THE IMPACT OF NEUROSCIENCE ON TEACHING AND LEARNING

 Fear and stress influence the way the amygdala filters sensory information – sending it to the prefrontal cortex (the “thinking” brain) or the lower, reactive brain (“fight, flight, or freeze”). Information sent to the lower brain is not available for higher cognitive processing.  The Reticular Activating System (RAS) is a primitive network of cells in the lower brain stem through which all sensory inputs must pass.  The RAS involuntary and automatically selects/process several thousand bits of sensory information out of the millions available every second.
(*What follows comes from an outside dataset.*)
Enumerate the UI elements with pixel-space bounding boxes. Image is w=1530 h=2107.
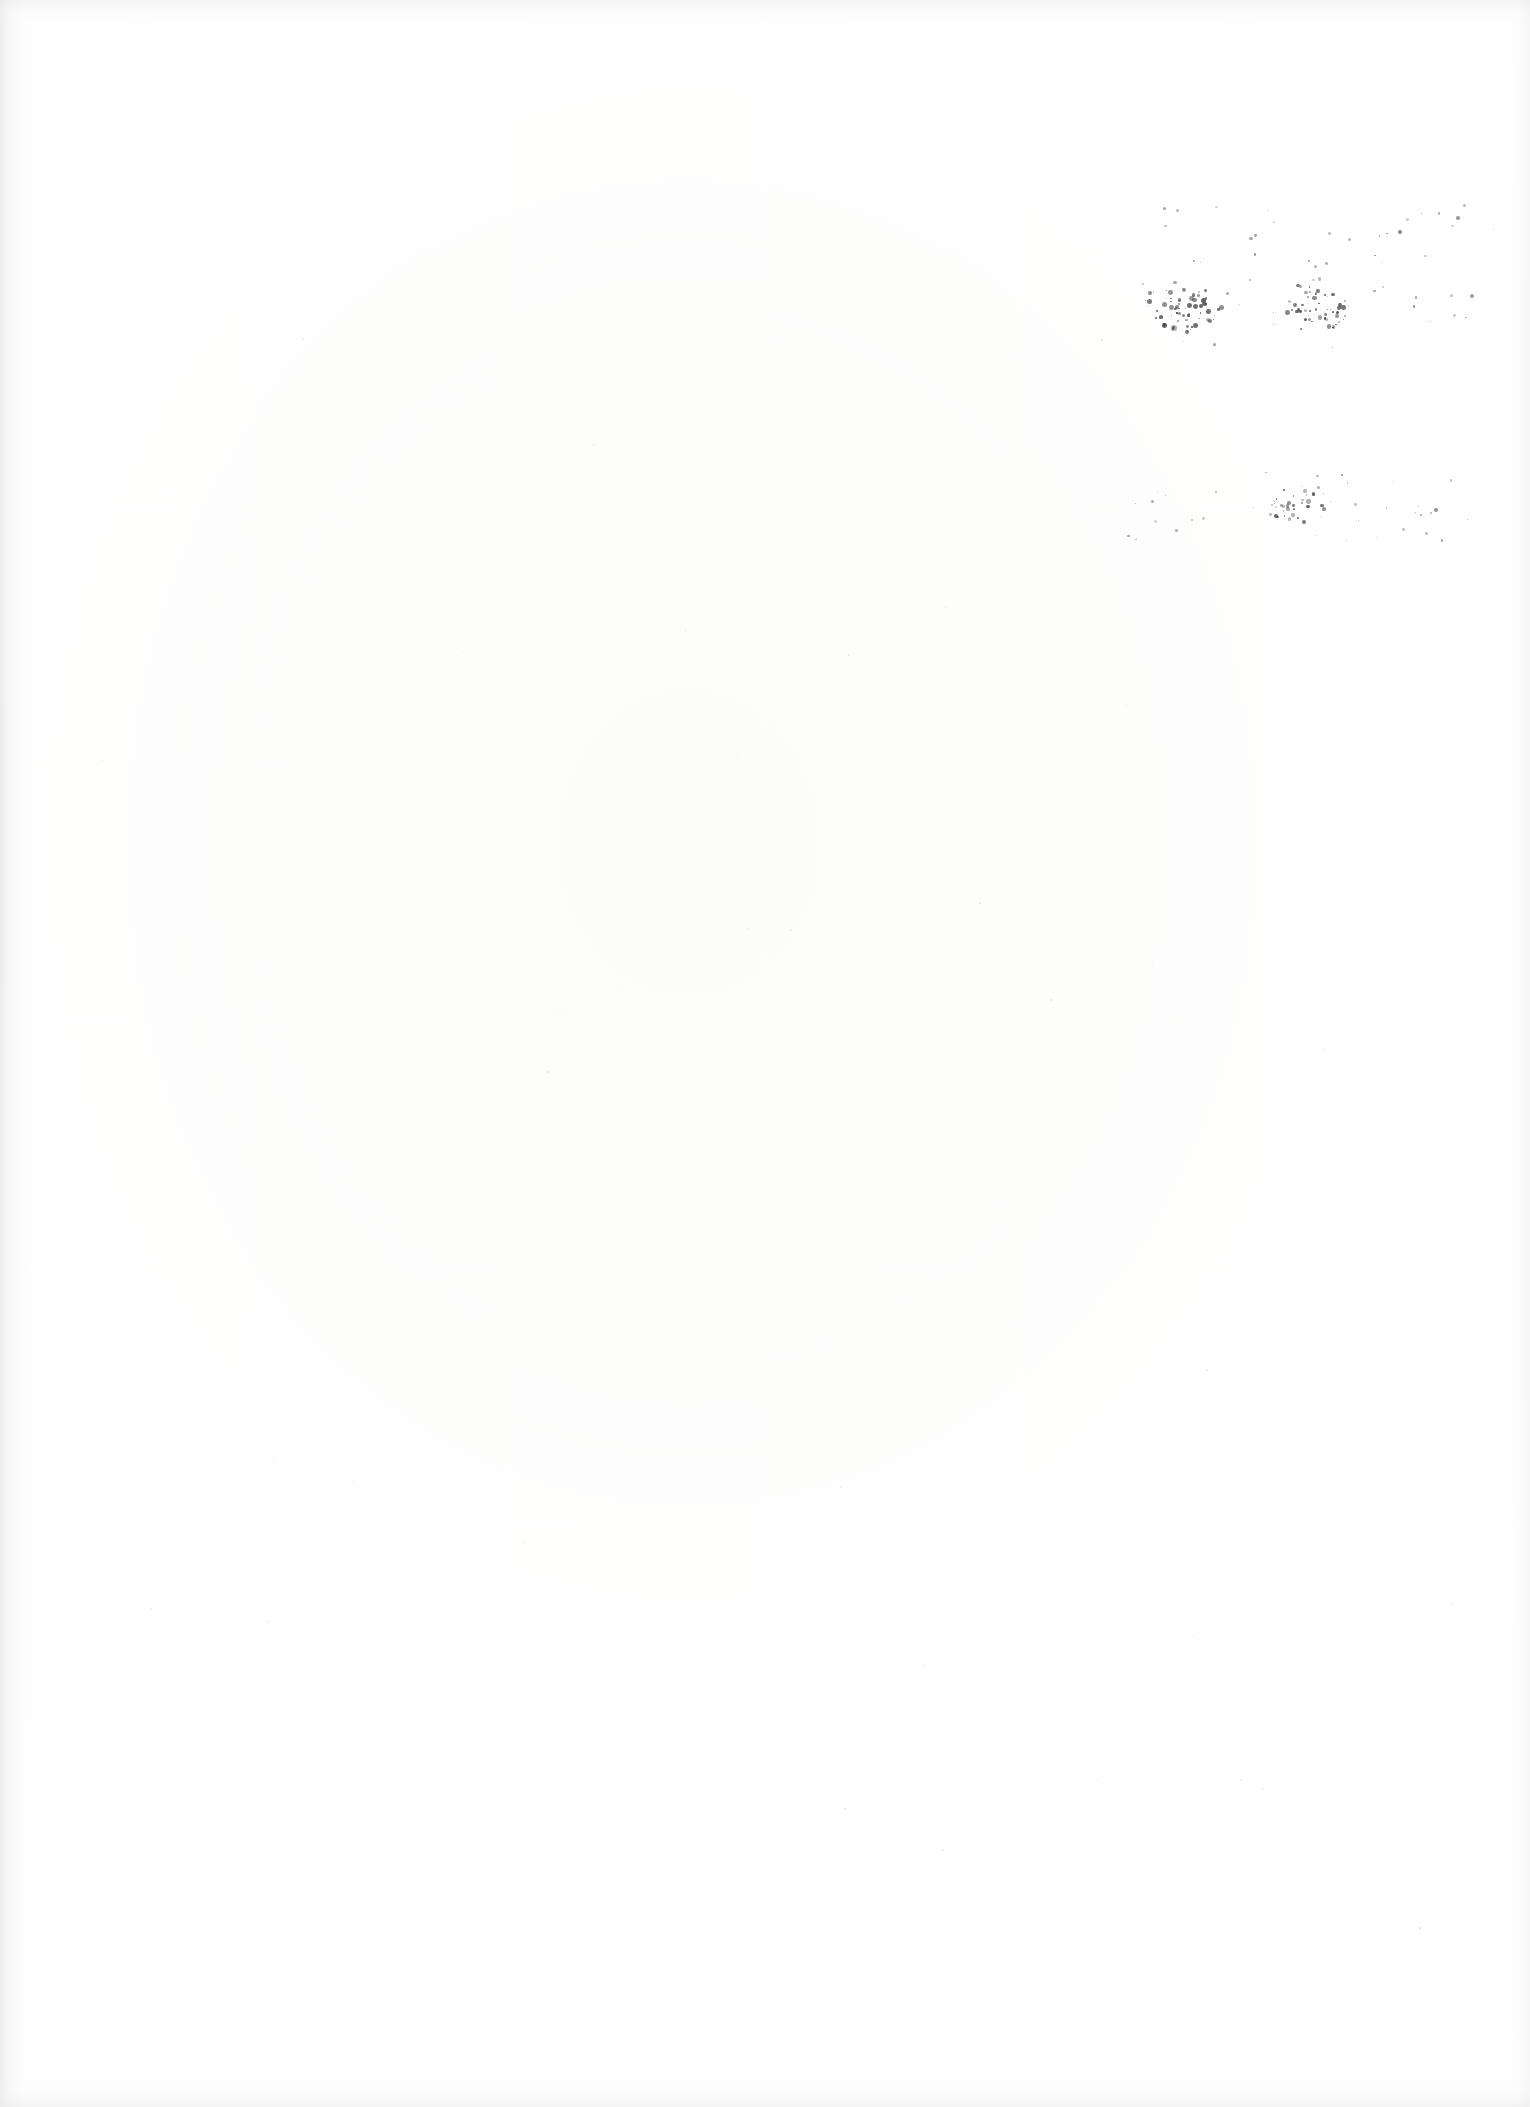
paper-background (0, 0, 1530, 2107)
scanned-page (0, 0, 1530, 2107)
The RAS is most receptive to sensory input that is critical to survival. When a threat is perceived, the RAS automatically selects related sensory information and directs it to the lower reactive brain. CLASSROOM IMPLICATIONS

 Teachers must reduce the threat of punishment and embarrassment to prevent the RAS from sending sensory input to the lower brain. Fear, sadness, anger hinder higher order cognitive processing.  When no threats exist, the RAS is particularly receptive to novelty and pleasure. Environmental changes prime the RAS to pay to evaluate curiosity-evoking stimuli. CLASSROOM IMPLICATIONS

 For learning to occur and be constructed into long-term conceptual knowledge, sensory input needs to pass through the RAS and be processed by the PFC.  The PFC regulates cognitive/executive functions such as judgment, organization, prioritization, critical analysis, concept development, and creative problem-solving. CLASSROOM IMPLICATIONS

 Dopamine is a that carries information across the synapses between the dendrites and axons of neurons. Learning activities that stimulate dopamine release increase pleasurable feelings, focus, motivation, and memory.  A drop in dopamine can be associated with negative emotions. Thus, when a student answers a question correctly, dopamine levels increase and so does learning by reinforcing the memory of the information.  Due to the neuroplasticity of the brain, neural circuits change in response to the levels of dopamine. The brain alters neural circuits to avoid an unpleasant drop in dopamine. CLASSROOM IMPLICATIONS

 Frequent, formative assessment is the key to promote long-term memory and executive functioning by adjusting instruction so students do not succumb to the fight, flight, or freeze mode.  Instruction must be amygdala-friendly and dopamine releasing.  Practice makes permanent: neuroplasticity changes neural networks and repeated activation of a circuit makes stronger, efficient networks. CLASSROOM IMPLICATIONS

 The brain perceive and generate patterns to predict responses to new stimuli. Patterning is the meaningful organization and categorization of information. When new information is added to the pattern, neural networks are extended an future predictions are more accurate. Classroom instruction needs to target and develop pattern recognition skills to increase successful learning experiences.  When sensory input reaches the hippocampus (next to the amygdala), it is available for consolidation into memory. For this to occur, prior knowledge from stored memory is activated and transferred to the hippocampus to bind with the new information. This is why new information needs to be directly linked to the prior knowledge and experiences of each student.  This is why intelligence is not a static entity (“IQ of 105”) but increases since the brain builds intelligence by extending, correcting, and strengthening neural networks. For this reason, even children with disabilities can learn at high levels. CLASSROOM IMPLICATIONS

 Teaching and learning is not just about transmitting the subject matter of a discipline.  21st century learning is ….  learning to think critically,  learning to communicate clearly,  learning to collaborate,  learning to make complex judgments about a rapidly changing environment , and  learning to adapt to that environment.